The flashback scenes did their part to remind us, once again, that Alpha was a terrible mom, but a pretty good ringleader of emotionally disturbed people. After some admittedly affecting moments between Lydia and the parent who distorted her worldview in ugly ways (“I wanna be more like you, momma,” followed by Morton turning a moment of genuine love into a brusque admonition to “stop calling me that,” was the most potent), we see the true purpose of this happenstance pit stop inside a sealed building. Beta was a broken man, who may or may not have done some really awful things, but who was holding on, like so many did, to a loved one that had already turned. He had started to spiral into madness, but Alpha gave that flailing direction; she convinced him that a path alongside her, and the rest of the walkers, meant he had a home. It’s a weirdly seductive pitch, one that makes unexpected sense in a world overrun by the dead, and that clearly worked on many more people in the ensuing years. She’s become a parent to others in a way she couldn’t for her own kid. She’s a true believer who sees her own weakness (that she couldn’t give up on her own daughter) as proof of the rightness of her faith. When every sacred space has been destroyed by the profane, best to hold nothing sacred—other than the fervent belief that anyone trying to retain such attitudes will be devoured (literally) by the reality of now.
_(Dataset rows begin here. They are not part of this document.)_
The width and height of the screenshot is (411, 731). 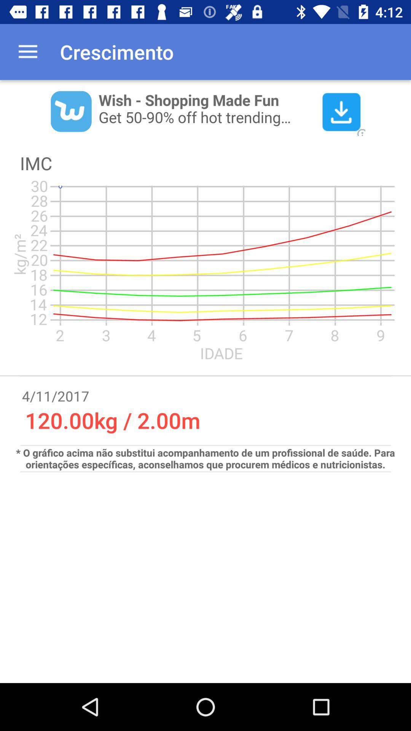 What do you see at coordinates (206, 111) in the screenshot?
I see `opens advertisement` at bounding box center [206, 111]. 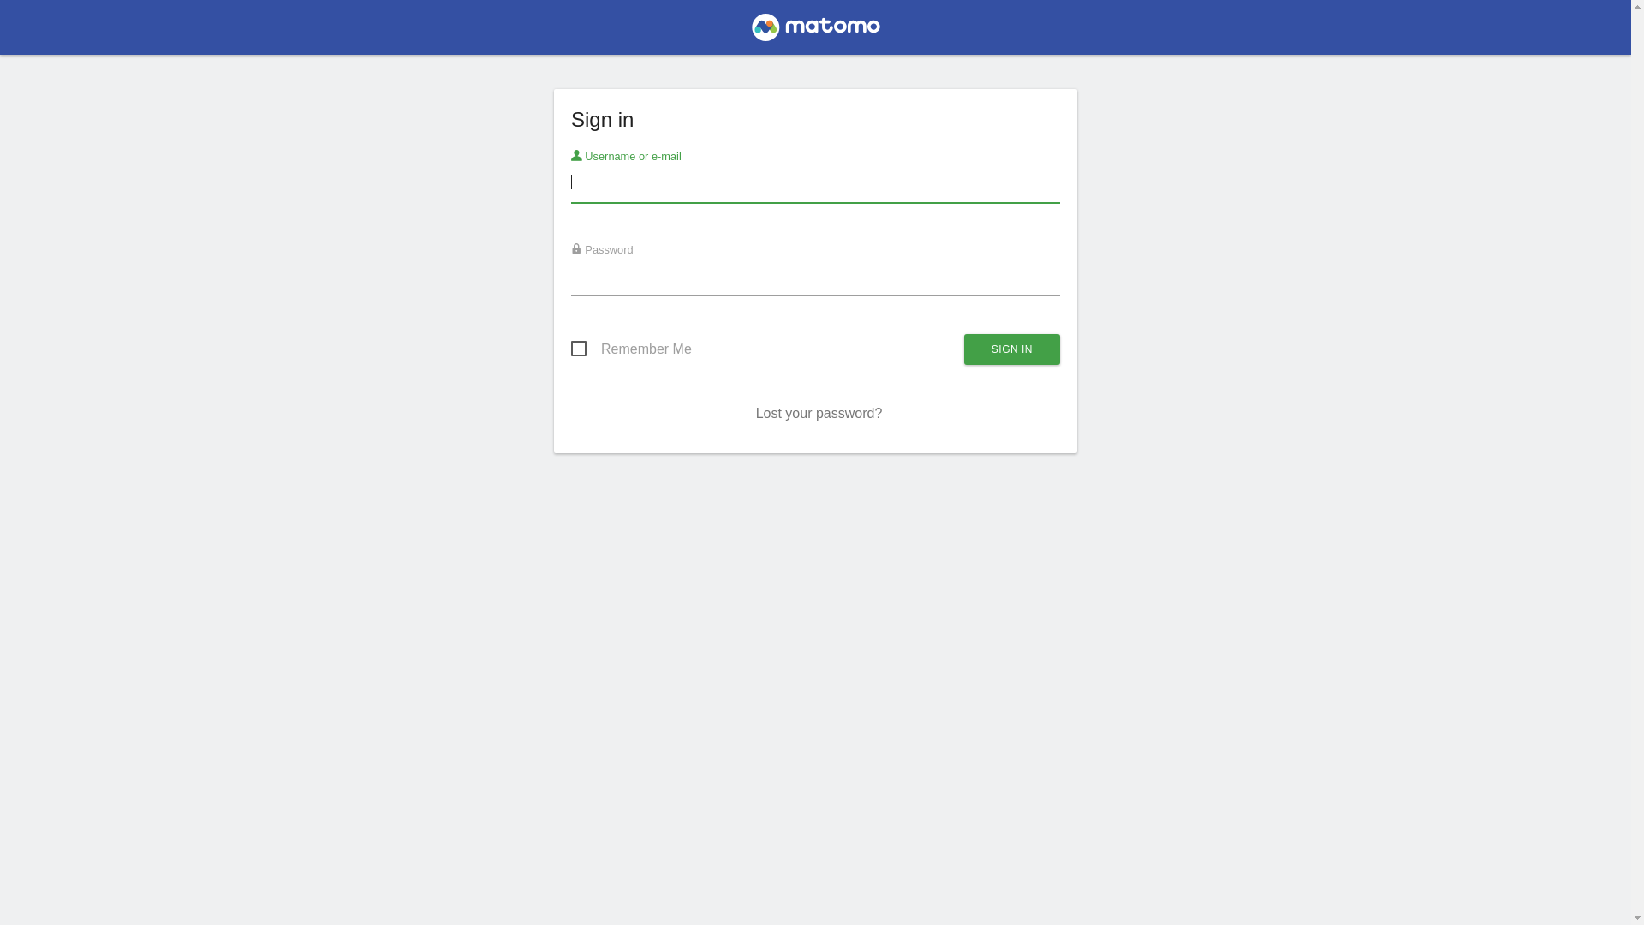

With the episode ending the same as last week—Carol and Alpha coming face to face on the Whisperers’ territory—the question is less one of whether punishment will be coming for our people, but how severe it will be. Alpha, unfortunately, thrives in such uncertain times; “There is clarity amid the chaos,” she tells Beta, and it serves as a double answer to those of our people who thought she might even be grateful for their work putting out the satellite fire. Alpha doesn’t have gratitude; she has faith. Woe be to those who don’t share it.

Stray observations

  • Good way to tell when someone’s probably a cold-blooded monster: They’re amiably humming chipper melodies minutes after barely escaping a horde of walkers and negotiating with a metal-wielding behemoth to stay in a hallway for the night.
  • Beta, watching Alpha dig into the entrails of a walker she just took out: “Whoa, you’re different.”
  • A nice bit of repeated dialogue is Alpha’s instruction to her daughter, later repeated by Lydia as she wanders off into the building: “We’re all monsters now.”
  • The sight of this sadistic mother still tearfully holding on to the stuffed bunny doll her daughter rejected years ago in an effort to be more grown-up was perhaps the most affecting little flash of humanity in the entire episode—and effectively beaten down by Alpha’s subsequent tantrum.
  • Alright, Walking Dead, you’ve done enough table setting; let’s start pushing season 10 forward, please.